Comment by scaryclam
8 years ago
I don't think it's fair to say that the originators of man pages didn't understand what their users were looking for. In most cases, the authors are the users, and when they were first created, that was pretty much the only user base they had. Man pages are manual pages, not howto pages.
If I'm looking at a man page, it's pretty much always because I want to look up one of the options, not how to use the command itself. Adding that sort of howto clutter would make it a whole lot harder to use the pages properly. Why not leave man pages alone and just focus on info pages again (http://www.troubleshooters.com/linux/info.htm)? That was always the go-to for more verbose descriptions and has much more of a howto vibe about it.
>Man pages are manual pages, not howto pages.
Isn't that a made-up distinction though?
Who said manuals can't have representative examples for how to do certain tasks?
Product manuals (including software product manuals) almost always do. They don't just enumerate features and flags.
> Who said manuals can't have representative examples for how to do certain tasks?
Dennis Ritchie defined what goes into the manual in the 3rd edition of UNIX, at the behest of Doug McEllroy. Ken Thompson also did some work on man pages, and I believe Lorinda Cherry was involved too. As I understand it (and I could be wrong though) the terseness of man pages was Ritchie's design, with input from Thompson.
Which might have been good for late 70s -- and the main users being academics and the designers of the system itself, but might not be as good for late 2010s.
Besides, we already have the Examples section, would it be too much to ask to have it better (or at least somewhat) utilized in all manpages?
We could even have different sections, shown with flags, and keep regular output as it is.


> Goal of the exercise
Exact copies of all the records are the expected output.

------ Data to examine ------

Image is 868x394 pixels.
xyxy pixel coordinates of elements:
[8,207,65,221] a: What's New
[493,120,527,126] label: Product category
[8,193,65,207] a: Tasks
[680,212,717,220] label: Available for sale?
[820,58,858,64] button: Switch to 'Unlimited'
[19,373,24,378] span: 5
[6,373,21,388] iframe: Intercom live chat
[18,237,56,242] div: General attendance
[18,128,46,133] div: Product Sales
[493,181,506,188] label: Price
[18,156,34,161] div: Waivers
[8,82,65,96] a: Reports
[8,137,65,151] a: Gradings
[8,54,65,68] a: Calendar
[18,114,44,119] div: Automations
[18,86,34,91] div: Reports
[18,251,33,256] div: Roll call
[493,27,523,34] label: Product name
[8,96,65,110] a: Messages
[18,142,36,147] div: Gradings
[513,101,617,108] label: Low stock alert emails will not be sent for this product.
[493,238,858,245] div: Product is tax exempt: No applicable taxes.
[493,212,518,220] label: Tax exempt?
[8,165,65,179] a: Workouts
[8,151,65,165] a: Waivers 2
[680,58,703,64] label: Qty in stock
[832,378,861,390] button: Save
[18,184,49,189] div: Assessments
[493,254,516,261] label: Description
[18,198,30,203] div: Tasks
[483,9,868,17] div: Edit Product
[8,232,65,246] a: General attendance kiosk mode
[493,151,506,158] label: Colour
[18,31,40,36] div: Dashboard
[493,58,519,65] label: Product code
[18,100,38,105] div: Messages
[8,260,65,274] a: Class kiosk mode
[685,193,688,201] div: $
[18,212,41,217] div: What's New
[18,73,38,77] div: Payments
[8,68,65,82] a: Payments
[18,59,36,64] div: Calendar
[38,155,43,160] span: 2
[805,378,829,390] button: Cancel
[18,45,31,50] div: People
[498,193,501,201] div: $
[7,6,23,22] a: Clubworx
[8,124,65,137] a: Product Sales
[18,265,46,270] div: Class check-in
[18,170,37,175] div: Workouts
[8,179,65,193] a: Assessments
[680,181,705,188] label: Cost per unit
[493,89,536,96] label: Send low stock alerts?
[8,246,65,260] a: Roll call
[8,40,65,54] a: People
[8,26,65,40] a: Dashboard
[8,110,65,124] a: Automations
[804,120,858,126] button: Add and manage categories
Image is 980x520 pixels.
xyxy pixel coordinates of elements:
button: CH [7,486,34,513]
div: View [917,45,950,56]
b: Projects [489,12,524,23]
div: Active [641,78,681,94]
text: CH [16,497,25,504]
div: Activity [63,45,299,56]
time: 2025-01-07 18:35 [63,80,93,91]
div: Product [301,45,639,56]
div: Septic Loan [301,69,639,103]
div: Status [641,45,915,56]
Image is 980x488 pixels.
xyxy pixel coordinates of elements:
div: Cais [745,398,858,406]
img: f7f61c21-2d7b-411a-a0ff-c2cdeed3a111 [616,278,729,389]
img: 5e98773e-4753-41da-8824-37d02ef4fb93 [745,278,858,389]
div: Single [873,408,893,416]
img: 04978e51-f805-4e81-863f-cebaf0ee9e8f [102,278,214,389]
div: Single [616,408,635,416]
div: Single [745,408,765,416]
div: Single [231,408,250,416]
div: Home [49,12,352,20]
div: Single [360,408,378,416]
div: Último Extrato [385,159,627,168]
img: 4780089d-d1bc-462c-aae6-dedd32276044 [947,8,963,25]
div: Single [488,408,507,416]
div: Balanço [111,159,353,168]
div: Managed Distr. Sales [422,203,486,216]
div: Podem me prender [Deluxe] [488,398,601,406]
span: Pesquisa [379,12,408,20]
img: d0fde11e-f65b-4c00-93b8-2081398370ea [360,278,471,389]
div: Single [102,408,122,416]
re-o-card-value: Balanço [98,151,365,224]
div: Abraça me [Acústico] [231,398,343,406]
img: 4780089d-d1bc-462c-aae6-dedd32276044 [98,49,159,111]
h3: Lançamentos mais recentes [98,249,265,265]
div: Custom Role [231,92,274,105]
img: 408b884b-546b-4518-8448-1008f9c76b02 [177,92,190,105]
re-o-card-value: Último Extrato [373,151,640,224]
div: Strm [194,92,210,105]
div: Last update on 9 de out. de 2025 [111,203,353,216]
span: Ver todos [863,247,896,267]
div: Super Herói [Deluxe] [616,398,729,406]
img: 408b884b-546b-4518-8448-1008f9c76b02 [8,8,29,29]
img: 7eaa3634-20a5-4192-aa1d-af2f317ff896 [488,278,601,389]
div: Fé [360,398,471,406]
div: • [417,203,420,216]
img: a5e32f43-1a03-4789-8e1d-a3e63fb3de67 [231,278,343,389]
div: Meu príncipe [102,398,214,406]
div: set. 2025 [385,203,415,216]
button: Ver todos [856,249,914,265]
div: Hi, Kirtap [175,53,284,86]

------

> Expected answer
Image is 868x394 pixels.
xyxy pixel coordinates of elements:
[8,207,65,221] a: What's New
[493,120,527,126] label: Product category
[8,193,65,207] a: Tasks
[680,212,717,220] label: Available for sale?
[820,58,858,64] button: Switch to 'Unlimited'
[19,373,24,378] span: 5
[6,373,21,388] iframe: Intercom live chat
[18,237,56,242] div: General attendance
[18,128,46,133] div: Product Sales
[493,181,506,188] label: Price
[18,156,34,161] div: Waivers
[8,82,65,96] a: Reports
[8,137,65,151] a: Gradings
[8,54,65,68] a: Calendar
[18,114,44,119] div: Automations
[18,86,34,91] div: Reports
[18,251,33,256] div: Roll call
[493,27,523,34] label: Product name
[8,96,65,110] a: Messages
[18,142,36,147] div: Gradings
[513,101,617,108] label: Low stock alert emails will not be sent for this product.
[493,238,858,245] div: Product is tax exempt: No applicable taxes.
[493,212,518,220] label: Tax exempt?
[8,165,65,179] a: Workouts
[8,151,65,165] a: Waivers 2
[680,58,703,64] label: Qty in stock
[832,378,861,390] button: Save
[18,184,49,189] div: Assessments
[493,254,516,261] label: Description
[18,198,30,203] div: Tasks
[483,9,868,17] div: Edit Product
[8,232,65,246] a: General attendance kiosk mode
[493,151,506,158] label: Colour
[18,31,40,36] div: Dashboard
[493,58,519,65] label: Product code
[18,100,38,105] div: Messages
[8,260,65,274] a: Class kiosk mode
[685,193,688,201] div: $
[18,212,41,217] div: What's New
[18,73,38,77] div: Payments
[8,68,65,82] a: Payments
[18,59,36,64] div: Calendar
[38,155,43,160] span: 2
[805,378,829,390] button: Cancel
[18,45,31,50] div: People
[498,193,501,201] div: $
[7,6,23,22] a: Clubworx
[8,124,65,137] a: Product Sales
[18,265,46,270] div: Class check-in
[18,170,37,175] div: Workouts
[8,179,65,193] a: Assessments
[680,181,705,188] label: Cost per unit
[493,89,536,96] label: Send low stock alerts?
[8,246,65,260] a: Roll call
[8,40,65,54] a: People
[8,26,65,40] a: Dashboard
[8,110,65,124] a: Automations
[804,120,858,126] button: Add and manage categories
Image is 980x520 pixels.
xyxy pixel coordinates of elements:
button: CH [7,486,34,513]
div: View [917,45,950,56]
b: Projects [489,12,524,23]
div: Active [641,78,681,94]
text: CH [16,497,25,504]
div: Activity [63,45,299,56]
time: 2025-01-07 18:35 [63,80,93,91]
div: Product [301,45,639,56]
div: Septic Loan [301,69,639,103]
div: Status [641,45,915,56]
Image is 980x488 pixels.
xyxy pixel coordinates of elements:
div: Cais [745,398,858,406]
img: f7f61c21-2d7b-411a-a0ff-c2cdeed3a111 [616,278,729,389]
img: 5e98773e-4753-41da-8824-37d02ef4fb93 [745,278,858,389]
div: Single [873,408,893,416]
img: 04978e51-f805-4e81-863f-cebaf0ee9e8f [102,278,214,389]
div: Single [616,408,635,416]
div: Single [745,408,765,416]
div: Single [231,408,250,416]
div: Home [49,12,352,20]
div: Single [360,408,378,416]
div: Último Extrato [385,159,627,168]
img: 4780089d-d1bc-462c-aae6-dedd32276044 [947,8,963,25]
div: Single [488,408,507,416]
div: Balanço [111,159,353,168]
div: Managed Distr. Sales [422,203,486,216]
div: Podem me prender [Deluxe] [488,398,601,406]
span: Pesquisa [379,12,408,20]
img: d0fde11e-f65b-4c00-93b8-2081398370ea [360,278,471,389]
div: Single [102,408,122,416]
re-o-card-value: Balanço [98,151,365,224]
div: Abraça me [Acústico] [231,398,343,406]
img: 4780089d-d1bc-462c-aae6-dedd32276044 [98,49,159,111]
h3: Lançamentos mais recentes [98,249,265,265]
div: Custom Role [231,92,274,105]
img: 408b884b-546b-4518-8448-1008f9c76b02 [177,92,190,105]
re-o-card-value: Último Extrato [373,151,640,224]
div: Strm [194,92,210,105]
div: Last update on 9 de out. de 2025 [111,203,353,216]
span: Ver todos [863,247,896,267]
div: Super Herói [Deluxe] [616,398,729,406]
img: 408b884b-546b-4518-8448-1008f9c76b02 [8,8,29,29]
img: 7eaa3634-20a5-4192-aa1d-af2f317ff896 [488,278,601,389]
div: Fé [360,398,471,406]
div: • [417,203,420,216]
img: a5e32f43-1a03-4789-8e1d-a3e63fb3de67 [231,278,343,389]
div: Meu príncipe [102,398,214,406]
div: set. 2025 [385,203,415,216]
button: Ver todos [856,249,914,265]
div: Hi, Kirtap [175,53,284,86]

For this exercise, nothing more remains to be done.